Eventually I gave up on my rules. At a bar with a music executive, I ordered a mezcal cocktail right out of the gate. I split frozen margaritas with a Silicon Valley transplant. Negronis with a drummer. Oysters and champagne with a nurse. Whiskey and ginger ale with a photographer while we danced until the sun rose. I had the kind of carefree, high-intensity nights I’d been craving, and I paid for it: with lack of sleep, loss of productivity, lapsed friendships, and actual dollars (the follow-up to this essay will be called “My Low-Budget Single Life”).

Thanks to wellness culture, we’re supposedly living in the golden age of not drinking. And thanks to the apps, we’re supposedly living in the golden age of dating too. But these trends do not, in my experience, overlap. Alcohol still has a choke hold on dating culture because dating is still one of the most stressful things we do by choice.
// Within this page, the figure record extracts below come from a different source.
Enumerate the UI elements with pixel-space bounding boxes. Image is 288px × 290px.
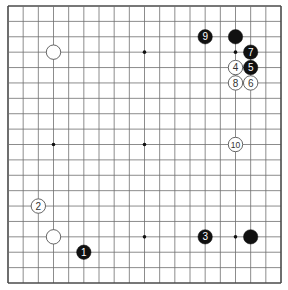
white-stone-move-6: 6 (243, 76, 257, 90)
black-stone (243, 230, 257, 244)
black-stone-icon (243, 230, 257, 244)
star-point (234, 50, 238, 54)
star-point (143, 143, 147, 147)
white-stone-move-2: 2 (31, 199, 45, 213)
move-number: 7 (248, 47, 254, 58)
black-stone-move-3: 3 (198, 230, 212, 244)
go-board: 97458610213 (0, 0, 288, 290)
go-board-diagram: 97458610213 (0, 0, 288, 290)
move-number: 1 (81, 247, 87, 258)
move-number: 10 (231, 140, 241, 150)
move-number: 6 (248, 78, 254, 89)
white-stone (46, 45, 60, 59)
star-point (143, 235, 147, 239)
black-stone-move-9: 9 (198, 30, 212, 44)
star-point (143, 50, 147, 54)
black-stone-move-5: 5 (243, 60, 257, 74)
white-stone-move-10: 10 (228, 137, 242, 151)
move-number: 9 (202, 31, 208, 42)
move-number: 3 (202, 231, 208, 242)
move-number: 4 (233, 62, 239, 73)
white-stone-move-8: 8 (228, 76, 242, 90)
white-stone-icon (46, 230, 60, 244)
star-point (52, 143, 56, 147)
black-stone (228, 30, 242, 44)
move-number: 5 (248, 62, 254, 73)
black-stone-move-1: 1 (77, 245, 91, 259)
black-stone-icon (228, 30, 242, 44)
white-stone-icon (46, 45, 60, 59)
move-number: 8 (233, 78, 239, 89)
white-stone-move-4: 4 (228, 60, 242, 74)
star-point (234, 235, 238, 239)
white-stone (46, 230, 60, 244)
black-stone-move-7: 7 (243, 45, 257, 59)
move-number: 2 (36, 201, 42, 212)
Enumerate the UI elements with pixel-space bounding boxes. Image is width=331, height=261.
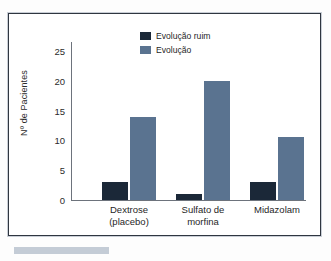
- bar-group: [176, 50, 230, 200]
- y-tick-label: 25: [43, 46, 65, 57]
- y-tick-label: 10: [43, 135, 65, 146]
- y-axis-title: Nº de Pacientes: [19, 57, 29, 149]
- legend-item: Evolução: [140, 44, 210, 56]
- bar: [278, 137, 304, 200]
- x-axis-category-label-line: morfina: [162, 216, 244, 228]
- bar-group: [102, 50, 156, 200]
- y-tick-label: 5: [43, 165, 65, 176]
- plot-area: Nº de Pacientes 0510152025 Dextrose(plac…: [9, 14, 322, 237]
- bar: [130, 117, 156, 200]
- legend-label-evolucao: Evolução: [156, 45, 191, 55]
- y-tick-label: 15: [43, 105, 65, 116]
- chart-legend: Evolução ruim Evolução: [140, 30, 210, 58]
- x-axis-category-label: Dextrose(placebo): [88, 204, 170, 227]
- legend-label-evolucao-ruim: Evolução ruim: [156, 31, 210, 41]
- bar-group: [250, 50, 304, 200]
- page-background: Nº de Pacientes 0510152025 Dextrose(plac…: [0, 0, 331, 261]
- bar: [204, 81, 230, 200]
- legend-swatch-evolucao-ruim: [140, 32, 151, 40]
- bar: [176, 194, 202, 200]
- x-axis-category-label: Midazolam: [236, 204, 318, 216]
- y-tick-label: 0: [43, 195, 65, 206]
- x-axis-category-label-line: (placebo): [88, 216, 170, 228]
- legend-item: Evolução ruim: [140, 30, 210, 42]
- chart-figure-frame: Nº de Pacientes 0510152025 Dextrose(plac…: [8, 13, 321, 236]
- bar: [250, 182, 276, 200]
- y-axis-line: [71, 42, 72, 201]
- x-axis-line: [71, 200, 306, 201]
- y-tick-label: 20: [43, 75, 65, 86]
- x-axis-category-label-line: Sulfato de: [162, 204, 244, 216]
- x-axis-category-label-line: Dextrose: [88, 204, 170, 216]
- x-axis-category-label: Sulfato demorfina: [162, 204, 244, 227]
- legend-swatch-evolucao: [140, 46, 151, 54]
- bar: [102, 182, 128, 200]
- scan-artifact-bar: [14, 247, 109, 254]
- x-axis-category-label-line: Midazolam: [236, 204, 318, 216]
And the apps, despite their illusion of frictionless romance, have made dating even harder. By the time you show up at the bar, you’ve looked through an infinite scroll of strangers, squinted at photos, made some arbitrary judgments, sent some messages, almost bailed at least six times, and are now hoping, by some algorithmic miracle, that you’ve picked someone you’ll like and who will also like you.

Alcohol smooths these anxieties. It helps you forget those epic battles you fought to get yourself in the room. The only thing that those well-branded, nonalcoholic spirits do is make you have to pee.

And feel guilty. One of the fancy bottles promised “a night where social isn’t sinful and self-care doesn’t stop at sunset.” A nonalcoholic rosé infused with crystal energy was billed as “social, sippable, self-care.” But why should self-care be a 24/7 job, one that includes eating right, exercising, sleeping eight hours, bathing with candles, getting a daily dose of crystal energy, and being mindful, not just at yoga class but all the time?

When do we get to lose our minds? When do we get to stop self-care-ing and be total hedonists? I’m not saying alcohol isn’t bad for you. It is, of course, too good at letting us forget ourselves sometimes. What I’m saying is: Self-care can look a lot of different ways, and maybe there’s a kind of mindfulness in knowing when to let go.

At least for me there was. That summer, dating was about escaping the grinding hour-by-hour work of getting over heartbreak. It was about stealing a few hours of fun during an otherwise brutal time. And I think that counts as balance. You spin out for a while, you reel yourself in. You have a Negroni. Some days you have two.